I mean it's not really a might not so far as I'm aware - the firms were largely purer focused, one wasn't actually a bank, so enforced separation wouldn't really have done much -
although if you're referring to the prior weakening of regulation and/or as a symbolic standpoint I could agree to an extent.
The problem that remains is that breaking apart investment and commercial arms of these large institutions doesn't mean they won't still be systemically significant, so restraining moral hazard isn't really achieved. If the goal is to "break up the banks" further beyond that then it's also never well specified how small exactly, and on what metric of size, that one would like to see the banking industry capped at. Nor is there acknowledgement of the practical impact that would have.
Meanwhile moral hazard wasn't really limited to the large institutions. Many smaller community banks were bailed out under the TARP program, and I believe they were less likely to actually manage their repayments under the program. The issue is the way that banks operate, all banks, large and small is
inherently risky. (Article's proposed is also impractical, but interesting as a solution.)
More symbolic. The Glass-Steagal repeal was done based on the idea that banks could manage risk using computer models, so regulation wasn't needed. Bush II basically gutting all regulatory agencies certainly didn't help.
As for the bailouts and moral hazard, banks that engage in personal banking need to be bailed out so people don't lose their savings. We found that out during the depression. That is why we have the FDIC. A bank purely engaged in investment banking does not have the same requirement. Moreover, it would be desirable to let an investment bank fail if it goes bankrupt as a result of bad investments. Moral hazard would occur if we did not do that because investment banking firms would not be punished for their inefficiency. We can't let banks that engage in personal banking fail, so banks that engage in personal banking activities should be heavily regulated. Investment banks need to be less heavily regulated so they can take more risks, but in return we have to be prepared to let them fail.
Related to the cause of the financial crisis, I'm not a big fan of explanations that pin the problem all on one firm or one set of actors. The problem was systemic, and there really weren't any angles. As I alluded to above, the idea became widespread during the time period leading up to the crisis that newly developed computer models would allow banks to manage risk better than in the past, so systemic crashes such as what happened in 2008 wouldn't happen. That was strike one. Then, based on that misplaced confidence, the entire industry began creating and selling financial products to each other that simply didn't work. In the realm of personal banking, banks would give mortgages to people that the mortgage buyers had no hope of paying back. Those mortgages played a huge part in inflating a nationwide property bubble, which is ultimately what dragged the broader economy into the crisis. The industry also started selling products like mortgage backed securities and complicated insurance policies to each other. The mortgage backed securities were doomed by the mortgages that backed them.
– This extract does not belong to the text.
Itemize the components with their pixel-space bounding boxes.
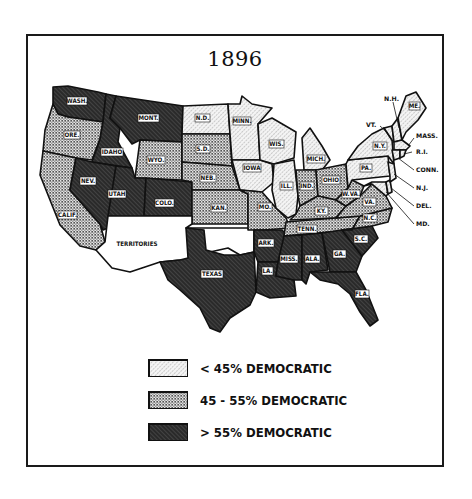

The insurance policies were just insane.
My point with all that is that it is impossible to isolate all of that to any one "bad actor", even though some firms might have been harder hit than others and therefore required a larger bailout or seemed to pose more systemic risk at the time of the crisis. To make an analogy: it was like if the car industry suddenly adopted some weird theory of chemistry or physics that caused them to create and use materials that fell apart in the rain, and those materials subsequently caused catastrophic failures in all of the autos that were sold. Whose fault would that be? The material suppliers who created the materials? The chemists who came up with the theories? The auto manufacturers for using the materials?
The problem is systemic.
The regulation passed after the financial crisis prevents the industry from writing those loans anymore, but there is still political pressure to do away with that regulation from the Republicans. A lot of that political pressure occurs because of donations coming from the finance industry. That speaks to continued political power of the finance industry, which persists partly because little was done after the financial crisis to address the moral hazard created by the mass bailouts. Would reinstating Glass Steagal address that moral hazard? I think it would help by weakening individual players within the industry. Officials in the Obama administration openly gave the size of some of the banks a reason for why more wasn't done, in contrast to past crises such as the S&L scandal in the 80's.
Ultimately, I take support for reinstating Glass-Steagal as a symbolic statement that more needs to be done to address the bad behavior that led to the crisis and the continuing political power of the finance industry. Such a pattern, by the way, has been noted by officials from the IMF as occurring after financial crises in other countries dating back to the Asian crises in 1998.
My Banking Professor in college believed a big issue in the US is that instead of having 5-6 (we'd want more probably) large national banks like Canada, we have all these small banks that are incredibly vulnerable to their local real estate market. If it goes bad, they're likely to fail and need to be bought out. But if it's part of a national bank, the other regions of the country should be able to prop it up.
This of course, would only help solve that specific problem, but I thought it a reasonable view given some of the incentive issues we have with the current FDIC system.
The variation I've seen on this view is that having a few large banks makes them easier to regulate. I think Krugman makes that point. Considering the property bubble in the 2000's leading up to the crisis occurred on a nationwide basis, and the national banks also were affected, I'm not sure having larger nationwide banks would have prevented the problems that occurred.
The problem I see in this country is the influence such powerful actors would have on our political system. That argument also doesn't address the desirability of separating investment banking from personal banking activities.